In 1854, the American Navy forced Japan to begin trading with the outside world, and changed the culture of the country forever. The development of a nation firmly stuck in the past was forcefully accelerated. The first thing to go was the feudal government system, and most notably it caused the demise of the samurai warlords of old. The breakdown of this system initially caused much civil and financial unrest, until the centralized government of today established itself in modern Tokyo.
However, Westernization did not truly become prevalent until the last few decades. The Western media has presented a very different way of living to a nation that has always been very detached from the rest of the world, and one that has a unique social system of its own. The introduction of Western mainstream ideas has led to much change in etiquette, but at the same time is frowned upon by many of the older generation.
The first noticeable change was in popular culture. The phrase "Big in Japan" wasn't simply coined without reason. The fascination with Western film, music and celebrity has reached fever pitch over the past 20 years, with bands and film-makers who could not get the fame or money that they wanted over here heading East to find their fortune.
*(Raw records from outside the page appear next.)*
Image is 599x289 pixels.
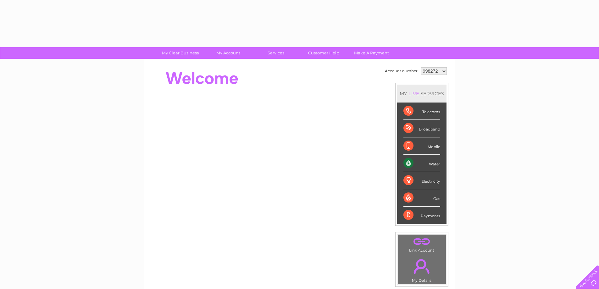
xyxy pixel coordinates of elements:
a: . [399,255,444,277]
div: Gas [404,189,440,207]
a: Customer Help [298,47,350,59]
td: My Details [398,254,446,285]
div: Broadband [404,120,440,137]
td: Link Account [398,234,446,254]
td: Account number [383,66,419,76]
a: My Clear Business [154,47,206,59]
a: Services [250,47,302,59]
div: Electricity [404,172,440,189]
div: Telecoms [404,103,440,120]
div: Mobile [404,137,440,155]
div: MY SERVICES [397,85,447,103]
a: . [399,236,444,247]
a: Make A Payment [346,47,398,59]
div: Payments [404,207,440,224]
div: Water [404,155,440,172]
div: LIVE [407,91,421,97]
a: My Account [202,47,254,59]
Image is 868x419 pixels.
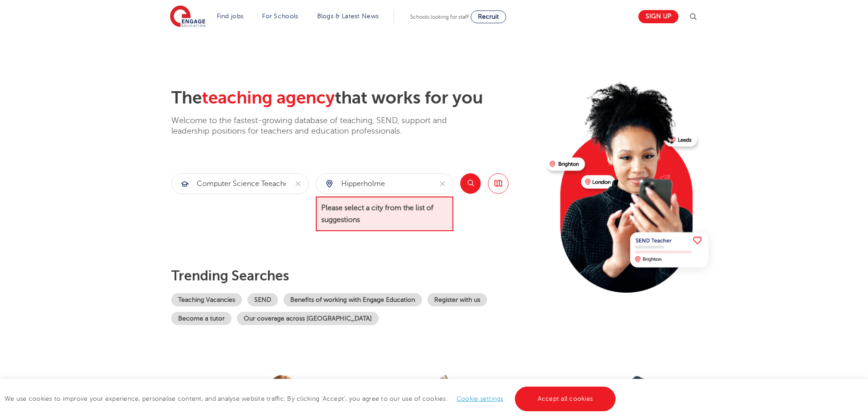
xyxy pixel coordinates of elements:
[471,11,506,23] a: Recruit
[171,116,472,137] p: Welcome to the fastest-growing database of teaching, SEND, support and leadership positions for t...
[171,268,539,284] p: Trending searches
[171,293,242,306] a: Teaching Vacancies
[170,5,206,28] img: Engage Education
[316,174,432,194] input: Submit
[316,173,453,194] div: Submit
[171,173,309,194] div: Submit
[5,395,618,402] span: We use cookies to improve your experience, personalise content, and analyse website traffic. By c...
[410,14,469,20] span: Schools looking for staff
[288,174,309,194] button: Clear
[515,387,616,411] a: Accept all cookies
[638,10,678,23] a: Sign up
[262,13,298,20] a: For Schools
[316,196,453,232] span: Please select a city from the list of suggestions
[478,13,499,20] span: Recruit
[284,293,422,306] a: Benefits of working with Engage Education
[171,312,232,325] a: Become a tutor
[456,395,504,402] a: Cookie settings
[237,312,379,325] a: Our coverage across [GEOGRAPHIC_DATA]
[432,174,453,194] button: Clear
[217,13,244,20] a: Find jobs
[172,174,288,194] input: Submit
[428,293,487,306] a: Register with us
[317,13,379,20] a: Blogs & Latest News
[202,88,335,108] span: teaching agency
[171,87,539,108] h2: The that works for you
[460,173,481,194] button: Search
[248,293,278,306] a: SEND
Japanese bands have taken on the style of Western bands and have stylised themselves to the extreme. They have their own, younger version of the Backstreet Boys in the form of Hey!Say!JUMP' (So named because all of the band's 10 members were born in Japan's "Heisei" era, and therefore are all under 18!) and their own Marilyn Manson style bands such as Malice Mizer and Dir En Grey.
Probably the most extreme and shocking form of Westernization in Japan is the aesthetic changes that people are willing to make to look more "Western". There are several trends followed in Japan, especially by people in their teens and early 20s, which are taken straight out of the gossip magazines and MTV shows from America and Europe.